Saw two kids with their mom in the park today. Didn’t know their exact ages, the boy was probably 5 or 6, and the girl was like two years younger. The mother seemed to be criticizing his son for some misbehavior when I first noticed them, but it didn’t impress me until the mother started talking even more impatiently to the girl. I tried not to pay much attention, although I was a little shocked by both her words and her tone and I am generally interested in how other parents communicate with their kids. Now in retrospect I realize it’s just me expecting that everyone else is a more loving understanding patient parent. Then at the next crossroad that mother caught my attention again by yelling at her daughter, who immediately started to cry. One thing led to another. The mother became more irritated and reached out to her daughter, not sure what she actually did, but just heard her saying to her son “I’m not gonna hurt her.” The next moment, when I turned to look at them again, the girl was already in her mum’s arms, crying more furiously and stuggling to get down. Apparently it was not a loving grab.
So what’s wrong about all that? It just reminded me of so many terrible moments I had had myself, when the baby’s tantrum just drove me crazy or even made me want to cry. Now again I was lost in the recurring question of how well I had been doing with parenting. “Am I truly a loving mother?” “Why do I lose my temper and yell at my baby sometimes?” “Should I have spent more time with him?” Our little boy had lately become very demanding, and I kept asking myself: would it have been better or worse if we had given him a lot of attention from the very beginning of his infancy? Put it another way, do babies ever get enough of parents’ attention, or they would just never stop asking for more? I guess there’s no chance that could ever be answered. I doubt any expert advice or any parenting book could provide an absolutely right way to deal with a specific child, just because all people are different and we don’t even fully understand ourselves as adults, let alone the baby brains which are even harder to communicate.
Yet another thought chimed in, which was Julian, a colleague’s theory of parents always tending to guilt themselves. Just earlier this afternoon, I was watching videos of the little one from a few months back and realized that he had had much more smiles and laughs then. Or maybe it’s just this special stage of his life he is or we together are going through.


_WHAT YOU SHOULD DO_
Your answer should be an exact copy of every record.

━━━━━ RECORDS PROVIDED

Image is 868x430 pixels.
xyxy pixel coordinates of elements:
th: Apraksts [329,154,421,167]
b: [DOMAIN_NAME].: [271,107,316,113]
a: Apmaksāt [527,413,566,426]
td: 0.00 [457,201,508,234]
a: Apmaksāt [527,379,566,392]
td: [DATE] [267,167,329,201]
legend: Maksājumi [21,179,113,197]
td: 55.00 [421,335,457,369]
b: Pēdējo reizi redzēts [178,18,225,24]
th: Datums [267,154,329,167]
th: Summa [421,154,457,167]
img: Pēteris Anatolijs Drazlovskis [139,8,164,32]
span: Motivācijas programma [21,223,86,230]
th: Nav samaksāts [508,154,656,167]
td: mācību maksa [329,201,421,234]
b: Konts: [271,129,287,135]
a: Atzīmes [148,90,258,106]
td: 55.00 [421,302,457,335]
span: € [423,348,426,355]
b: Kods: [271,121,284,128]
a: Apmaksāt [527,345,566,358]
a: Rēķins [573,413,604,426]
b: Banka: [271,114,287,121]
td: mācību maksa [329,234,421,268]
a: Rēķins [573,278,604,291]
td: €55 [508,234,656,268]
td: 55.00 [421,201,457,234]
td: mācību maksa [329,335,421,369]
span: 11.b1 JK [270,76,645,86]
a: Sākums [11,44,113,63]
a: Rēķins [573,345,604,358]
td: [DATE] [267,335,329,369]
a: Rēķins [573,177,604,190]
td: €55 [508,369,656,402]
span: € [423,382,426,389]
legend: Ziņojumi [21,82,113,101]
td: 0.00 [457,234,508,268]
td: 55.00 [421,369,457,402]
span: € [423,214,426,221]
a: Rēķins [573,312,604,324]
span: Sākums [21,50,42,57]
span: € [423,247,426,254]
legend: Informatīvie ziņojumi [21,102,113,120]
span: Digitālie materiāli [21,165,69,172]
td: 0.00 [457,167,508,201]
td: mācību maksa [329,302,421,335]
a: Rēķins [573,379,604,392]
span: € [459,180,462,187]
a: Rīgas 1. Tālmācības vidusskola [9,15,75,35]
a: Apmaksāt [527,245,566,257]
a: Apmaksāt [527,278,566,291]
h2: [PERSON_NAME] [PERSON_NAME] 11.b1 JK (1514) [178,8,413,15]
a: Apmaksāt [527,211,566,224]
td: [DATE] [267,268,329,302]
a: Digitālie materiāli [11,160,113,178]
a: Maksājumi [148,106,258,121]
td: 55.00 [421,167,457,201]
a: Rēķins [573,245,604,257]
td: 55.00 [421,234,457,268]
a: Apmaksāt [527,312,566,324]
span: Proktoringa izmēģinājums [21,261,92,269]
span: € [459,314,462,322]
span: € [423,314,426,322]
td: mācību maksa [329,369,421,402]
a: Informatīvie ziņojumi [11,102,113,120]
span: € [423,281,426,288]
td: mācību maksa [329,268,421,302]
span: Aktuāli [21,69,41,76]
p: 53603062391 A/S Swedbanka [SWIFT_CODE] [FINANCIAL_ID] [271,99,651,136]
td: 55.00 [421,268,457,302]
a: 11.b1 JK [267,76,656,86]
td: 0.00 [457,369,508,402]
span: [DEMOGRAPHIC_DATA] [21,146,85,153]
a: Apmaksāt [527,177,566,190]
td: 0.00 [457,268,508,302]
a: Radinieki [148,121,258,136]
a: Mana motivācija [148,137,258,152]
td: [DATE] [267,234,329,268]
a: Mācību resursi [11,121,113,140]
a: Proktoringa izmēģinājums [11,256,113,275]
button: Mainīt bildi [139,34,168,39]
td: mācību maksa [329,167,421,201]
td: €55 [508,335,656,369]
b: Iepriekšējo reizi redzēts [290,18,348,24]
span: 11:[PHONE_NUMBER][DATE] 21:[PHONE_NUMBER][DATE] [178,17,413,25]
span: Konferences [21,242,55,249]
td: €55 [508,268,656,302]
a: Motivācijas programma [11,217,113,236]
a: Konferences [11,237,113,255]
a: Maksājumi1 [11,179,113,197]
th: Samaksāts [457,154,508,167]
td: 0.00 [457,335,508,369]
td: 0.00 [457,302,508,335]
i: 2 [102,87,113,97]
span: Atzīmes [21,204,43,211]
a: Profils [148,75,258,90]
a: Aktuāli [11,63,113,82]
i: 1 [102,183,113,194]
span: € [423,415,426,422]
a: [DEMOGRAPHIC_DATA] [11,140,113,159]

━━━━━━━━━━

_RESULT FOR THIS EXERCISE_
Image is 868x430 pixels.
xyxy pixel coordinates of elements:
th: Apraksts [329,154,421,167]
b: [DOMAIN_NAME].: [271,107,316,113]
a: Apmaksāt [527,413,566,426]
td: 0.00 [457,201,508,234]
a: Apmaksāt [527,379,566,392]
td: [DATE] [267,167,329,201]
legend: Maksājumi [21,179,113,197]
td: 55.00 [421,335,457,369]
b: Pēdējo reizi redzēts [178,18,225,24]
th: Datums [267,154,329,167]
th: Summa [421,154,457,167]
img: Pēteris Anatolijs Drazlovskis [139,8,164,32]
span: Motivācijas programma [21,223,86,230]
th: Nav samaksāts [508,154,656,167]
td: mācību maksa [329,201,421,234]
b: Konts: [271,129,287,135]
a: Atzīmes [148,90,258,106]
td: 55.00 [421,302,457,335]
span: € [423,348,426,355]
b: Kods: [271,121,284,128]
a: Apmaksāt [527,345,566,358]
a: Rēķins [573,413,604,426]
b: Banka: [271,114,287,121]
td: mācību maksa [329,234,421,268]
a: Rēķins [573,278,604,291]
td: €55 [508,234,656,268]
td: 55.00 [421,201,457,234]
td: mācību maksa [329,335,421,369]
span: 11.b1 JK [270,76,645,86]
a: Sākums [11,44,113,63]
a: Rēķins [573,345,604,358]
td: [DATE] [267,335,329,369]
a: Rēķins [573,177,604,190]
td: €55 [508,369,656,402]
span: € [423,382,426,389]
legend: Ziņojumi [21,82,113,101]
td: 0.00 [457,234,508,268]
td: 55.00 [421,369,457,402]
span: € [423,214,426,221]
a: Rēķins [573,312,604,324]
span: Sākums [21,50,42,57]
span: € [423,247,426,254]
legend: Informatīvie ziņojumi [21,102,113,120]
span: Digitālie materiāli [21,165,69,172]
td: 0.00 [457,167,508,201]
td: mācību maksa [329,302,421,335]
a: Rēķins [573,379,604,392]
span: € [459,180,462,187]
a: Rīgas 1. Tālmācības vidusskola [9,15,75,35]
a: Apmaksāt [527,245,566,257]
a: Apmaksāt [527,278,566,291]
h2: [PERSON_NAME] [PERSON_NAME] 11.b1 JK (1514) [178,8,413,15]
a: Apmaksāt [527,211,566,224]
td: [DATE] [267,268,329,302]
a: Digitālie materiāli [11,160,113,178]
a: Maksājumi [148,106,258,121]
td: 55.00 [421,167,457,201]
a: Rēķins [573,245,604,257]
td: 55.00 [421,234,457,268]
a: Apmaksāt [527,312,566,324]
span: Proktoringa izmēģinājums [21,261,92,269]
span: € [459,314,462,322]
span: € [423,314,426,322]
td: mācību maksa [329,369,421,402]
a: Informatīvie ziņojumi [11,102,113,120]
span: € [423,281,426,288]
td: mācību maksa [329,268,421,302]
span: Aktuāli [21,69,41,76]
p: 53603062391 A/S Swedbanka [SWIFT_CODE] [FINANCIAL_ID] [271,99,651,136]
td: 55.00 [421,268,457,302]
a: 11.b1 JK [267,76,656,86]
td: 0.00 [457,369,508,402]
span: [DEMOGRAPHIC_DATA] [21,146,85,153]
a: Apmaksāt [527,177,566,190]
td: 0.00 [457,268,508,302]
a: Radinieki [148,121,258,136]
a: Mana motivācija [148,137,258,152]
td: [DATE] [267,234,329,268]
a: Mācību resursi [11,121,113,140]
a: Proktoringa izmēģinājums [11,256,113,275]
button: Mainīt bildi [139,34,168,39]
td: mācību maksa [329,167,421,201]
td: €55 [508,335,656,369]
b: Iepriekšējo reizi redzēts [290,18,348,24]
span: 11:[PHONE_NUMBER][DATE] 21:[PHONE_NUMBER][DATE] [178,17,413,25]
span: Konferences [21,242,55,249]
td: €55 [508,268,656,302]
a: Motivācijas programma [11,217,113,236]
a: Konferences [11,237,113,255]
a: Maksājumi1 [11,179,113,197]
th: Samaksāts [457,154,508,167]
td: 0.00 [457,335,508,369]
td: 0.00 [457,302,508,335]
i: 2 [102,87,113,97]
span: Atzīmes [21,204,43,211]
a: Profils [148,75,258,90]
a: Aktuāli [11,63,113,82]
i: 1 [102,183,113,194]
span: € [423,415,426,422]
a: [DEMOGRAPHIC_DATA] [11,140,113,159]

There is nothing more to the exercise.